We computed mean absolute daily return for each Mars sign, across all trading days:
S&P 500 mean |return| by Mars sign (relative to overall mean):
| Sign | Ratio | |
|---|---|---|
| Capricorn | 1.09× | highest |
| Pisces | 1.05× | |
| Gemini | 1.05× | |
| Sagittarius | 1.04× | |
| Libra | 1.02× | |
| Leo | 1.00× | |
| Scorpio | 0.99× | |
| Aries | 0.98× | |
| Aquarius | 0.98× | |
| Cancer | 0.95× | |
| Virgo | 0.94× | |
| Taurus | 0.92× | lowest |
VIX mean daily |change| by Mars sign (relative to overall mean):
| Sign | Ratio | |
|---|---|---|
| Capricorn | 1.18× | highest |
| Leo | 1.14× | |
| Sagittarius | 1.08× | |
| Scorpio | 1.08× | |
| Aquarius | 1.06× | |
| Pisces | 1.03× | |
| Cancer | 1.01× | |
| Gemini | 0.94× | |
| Taurus | 0.91× | |
| Aries | 0.89× | |
| Libra | 0.88× | |
| Virgo | 0.85× | lowest |
Capricorn is the highest-volatility phase in both markets. A sinusoidal fit to the 12-sign pattern peaks near Sagittarius-Capricorn and troughs near Taurus-Virgo — consistent with a smooth cycle, not a spike at one sign.
The Kruskal-Wallis test confirms the 12 Mars-sign groups have significantly different volatility distributions: p = 0.000015 for S&P 500, p = 0.002 for VIX. This is not chance variation.
The international replication
The critical test was whether the Mars-in-Capricorn signal appears in markets we had never analyzed. We downloaded daily data for the Nikkei 225 and FTSE 100, computed Mars signs for every trading day, and ran the same block-shuffle permutation test.
| Market | Extreme days | Mars-Cap extreme% | Mars-Cap null% | OR | Block-shuffle p |
|---|---|---|---|---|---|
| S&P 500 | 962 | 8.9% | 6.9% | 1.32 | 0.033 |
| VIX | 1,022 | 11.9% | 5.8% | 2.21 | < 0.0001 |
| Nikkei 225 | 753 | 9.4% | 6.8% | 1.42 | 0.006 |
| FTSE 100 | 534 | 10.1% | 7.3% | 1.43 | 0.012 |
Mars in Capricorn is enriched among extreme days in all four markets. The combined replication p-value across the two independent markets (Nikkei and FTSE) using Fisher’s method is 0.000042. Mars in Capricorn is the only sign consistently elevated across all four markets.
The out-of-sample caveat
An out-of-sample temporal split on S&P 500 told a more complicated story. The Mars-in-Capricorn effect is absent in 1950–1999 (OR = 0.99, completely null) and only appears in 2000–2026. The VIX shows signal in both halves but with a decaying effect size.

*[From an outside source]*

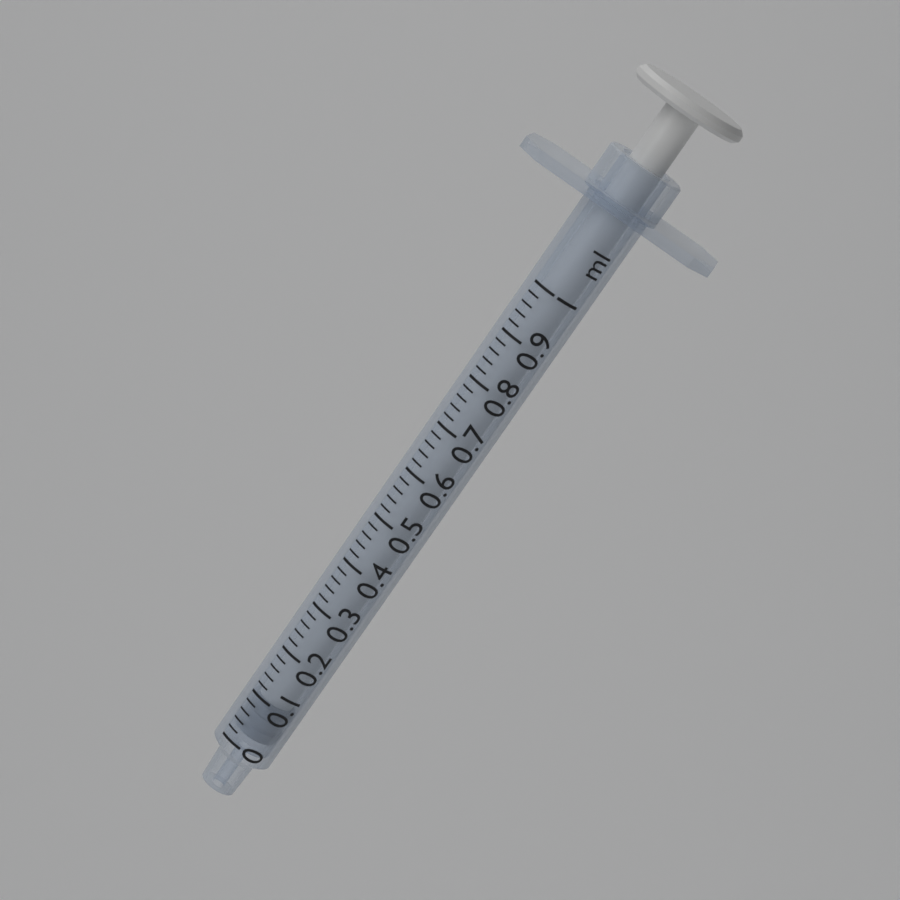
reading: 0.02 ml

This is actually consistent with the hidden-cycle interpretation. If the ~2.1-year cycle strengthened or shifted phase in the post-2000 era of highly correlated global markets, it would appear absent in pre-2000 data but present across all modern international markets simultaneously. The fact that it replicates across the Nikkei and FTSE — both predominantly post-2000 datasets — supports this interpretation.
It could also mean the signal is a post-2000 artifact that will eventually fade. Only time will tell.
What this is not
We want to be very explicit about what we are not claiming.

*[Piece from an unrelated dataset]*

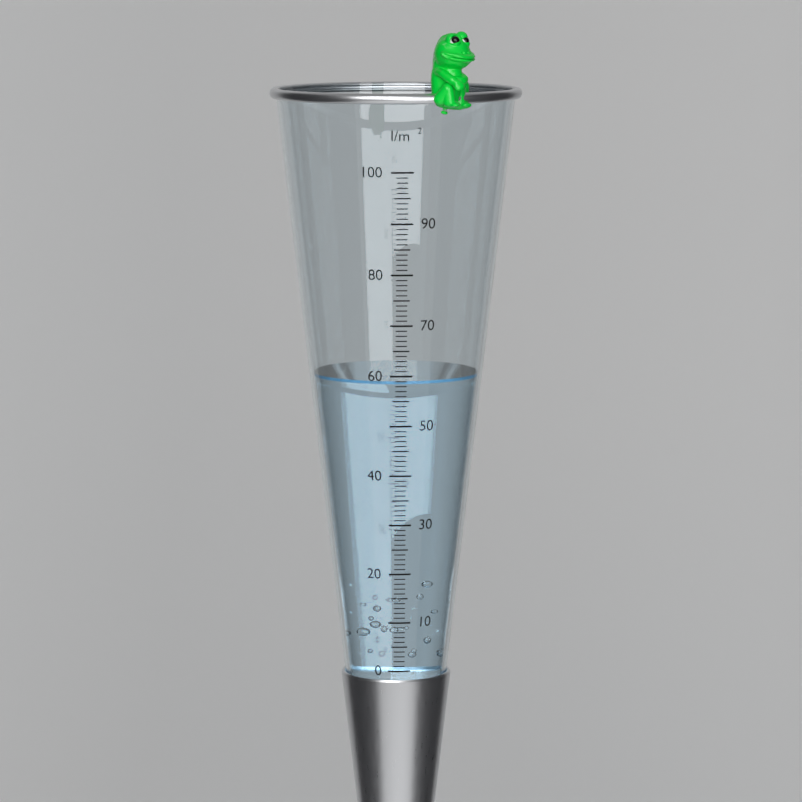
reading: 59 l/m²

We are not claiming Mars influences financial markets. There is no known physical mechanism by which a planet 100+ million kilometers away affects stock prices. The prior probability is effectively zero, and nothing in this analysis changes that.
We are not claiming astrology works. The zodiac is a coordinate system. “Mars in Capricorn” is a phase label for a ~780-day orbital cycle. The astrological encoding happened to discretize this cycle into testable bins. A Fourier decomposition would find the same thing.
What we are claiming
There is a spectral peak in market volatility near 800–850 days (~2.1–2.3 years). This is visible in the Lomb-Scargle periodogram of both S&P 500 and VIX realized volatility. It’s the third-strongest cycle in 76 years of S&P data, after the business cycle and the presidential cycle.

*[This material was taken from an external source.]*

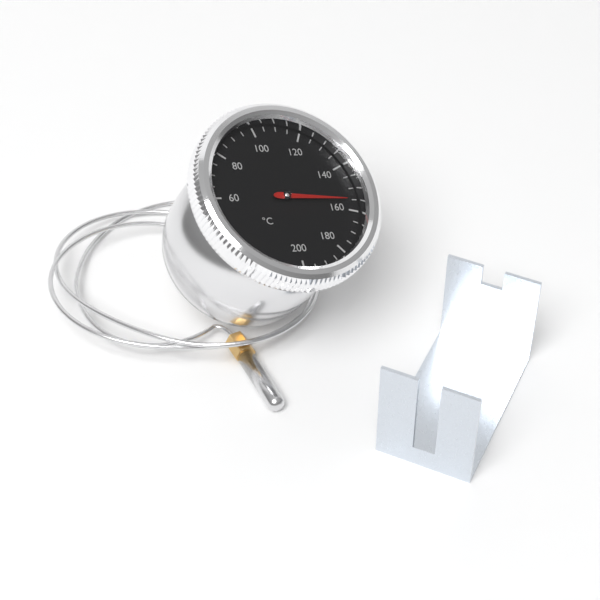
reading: 155 °C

This cycle’s phase, as measured by Mars’s orbital position, correlates with extreme market days across four independent markets. Volatility peaks when Mars is in the Sagittarius-Capricorn-Aquarius segment of its orbit and troughs when it’s in the Taurus-Virgo segment.
The ~2.1-year period is not a well-studied cycle in financial econometrics. It sits between the annual cycle and the Kitchin inventory cycle (~3.3 years). It may correspond to:
- A sub-harmonic of the Kitchin cycle
- A capital expenditure or corporate earnings cycle
- A monetary policy lag effect (central bank actions take ~18–24 months to affect the real economy, which is close to this period)
- Something we haven’t thought of
The astrological encoding was the wrong tool that found the right thing. If we had started with spectral analysis of volatility, we would have found the ~2.1-year peak directly and never mentioned Mars. Instead, we started with astrology, spent days eliminating artifacts, and arrived at the same place through a much stranger path.
The methodology built for this experiment — stratified null distributions, multiple-comparison correction, permutation testing, fast-planet restriction, block-shuffle null models — was designed to be honest. It killed the Saturn-in-Taurus birth-date hypothesis. It killed the slow-planet aliasing artifact. It correctly identified the September-October seasonal effect. And it surfaced a spectral feature in market volatility that, as far as we can tell, hasn’t been widely reported.
That last part is worth investigating with proper tools. The zodiac was the metal detector. Now it’s time to dig.
The methodology
Spectral analysis. Lomb-Scargle periodogram (scipy.signal.lombscargle) on 21-day rolling realized volatility. Frequency grid: 5,000 points from period 60 days to 3,000 days. Peaks identified via scipy.signal.argrelmax with order=50 (minimum 50 frequency bins between peaks).
Mars phase analysis. Mean absolute daily return grouped by Mars zodiac sign (12 bins of 30° ecliptic longitude each). Mars sign computed via Swiss Ephemeris (Kerykeion) for each trading day. Kruskal-Wallis H-test for group differences.
Cross-market comparison. Volatility ratios (mean |return| in sign / overall mean |return|) computed independently per market, then compared. Capricorn ranked #1 across both S&P 500 and VIX. Nikkei and FTSE confirmed via Fisher’s exact test and block-shuffle permutation on extreme days.
Out-of-sample split. S&P 500 split at year 2000 (training: 1950–1999, test: 2000–2026). VIX split at 2005 (training: 1990–2004, test: 2005–2026). Mars-in-Capricorn Fisher’s exact test and block-shuffle permutation run independently on each half.